3. Think like a venture capitalist
VCs use a portfolio approach and balance the risk of losing with the upside of winning. They like to consider lots of proposals. They are comfortable with the knowledge that many of the ideas they back will fail. These are all important lessons for corporate executives who typically consider only a handful of proposals and who abhor failure.

4. Have a dynamic suggestion scheme
Great suggestion schemes are focused, easy to use, well resourced, responsive and open to all. They do not need to offer huge rewards. Recognition and response are generally more important. Above all, they have to have the whole-hearted commitment of the senior team to keep them fresh, properly managed and successful.

5. Break the rules
To achieve radical innovation you have to challenge the assumptions that govern how things should look in your environment. Business is not like sport, with its well defined rules and referees. It is more like art and is rife with opportunity for the lateral thinker who can create new ways to provide the goods and services customers want.

6. Give everyone two jobs
Give all your people two key objectives. Ask them to run their current jobs in the most effective way possible and at the same time to find completely new ways to do the job.
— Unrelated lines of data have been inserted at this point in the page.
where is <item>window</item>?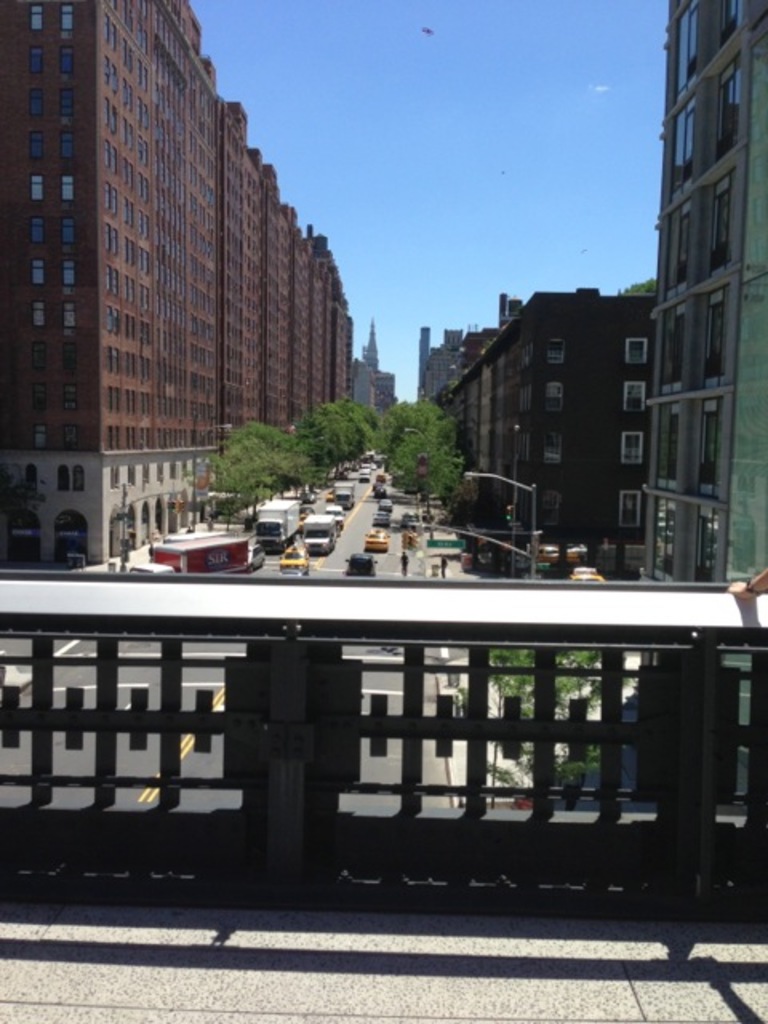
141:462:157:486.
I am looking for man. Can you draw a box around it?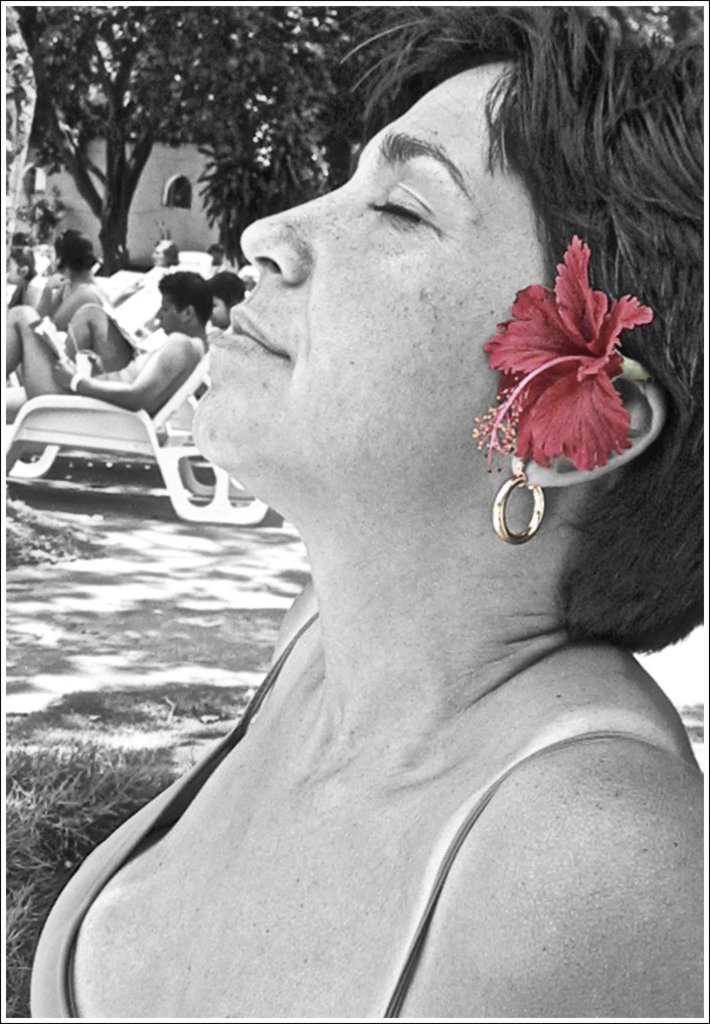
Sure, the bounding box is box=[49, 27, 709, 1013].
Encourage your employees to ask themselves—what is the essential purpose of my role? What is the outcome that I deliver that is of real value to my clients (internal and external)? Is there a better way to deliver that value or purpose? The answer is always “yes”, but most people never ask the question.

7. Collaborate
Many CEOs see collaboration as key to their success with innovation. They know they cannot do it all using internal resources. So they look outside for other organisations to partner with. A good example is the Mercedes and Swatch collaboration, which produced the Smart car. Each brought different skills and experiences to the team.

8. Welcome failure
The innovative leader encourages a culture of experimentation. You must teach people that each failure is a step along the road to success. To be truly agile, you must give people the freedom to innovate, experiment and to succeed. That means you must give them the freedom to fail, too.

9. Build prototypes
People’s Bank has a refreshingly original attitude to new ideas. “Don’t debate it, test it,” is the motto of this innovative American financial services organisation. Try the new idea at low cost in a section of the market and see what the customers’ reactions are. You will learn far more in the real world than you will in the test laboratory or with focus groups.

10. Be passionate
Focus on the things that you want to change, the most important challenges you face and be passionate about overcoming them. Your energy and drive will translate itself into direction and inspiration for your people. It is no good filling your bus with contented, complacent passengers. You want evangelists, passionate supporters. You want people who believe that reaching the destination is really worthwhile. If you want to inspire people to innovate, to change the way they do things and to achieve extraordinary results, then you have to be passionate about what you believe in and you have to communicate that passion every time you speak..

Paul Sloane is an Advisor to No World Borders, and the founder of Destination Innovation (www.destination-innovation.com). He writes and speaks on lateral thinking and innovation. His book, The Innovative Leader, is published by Kogan-Page.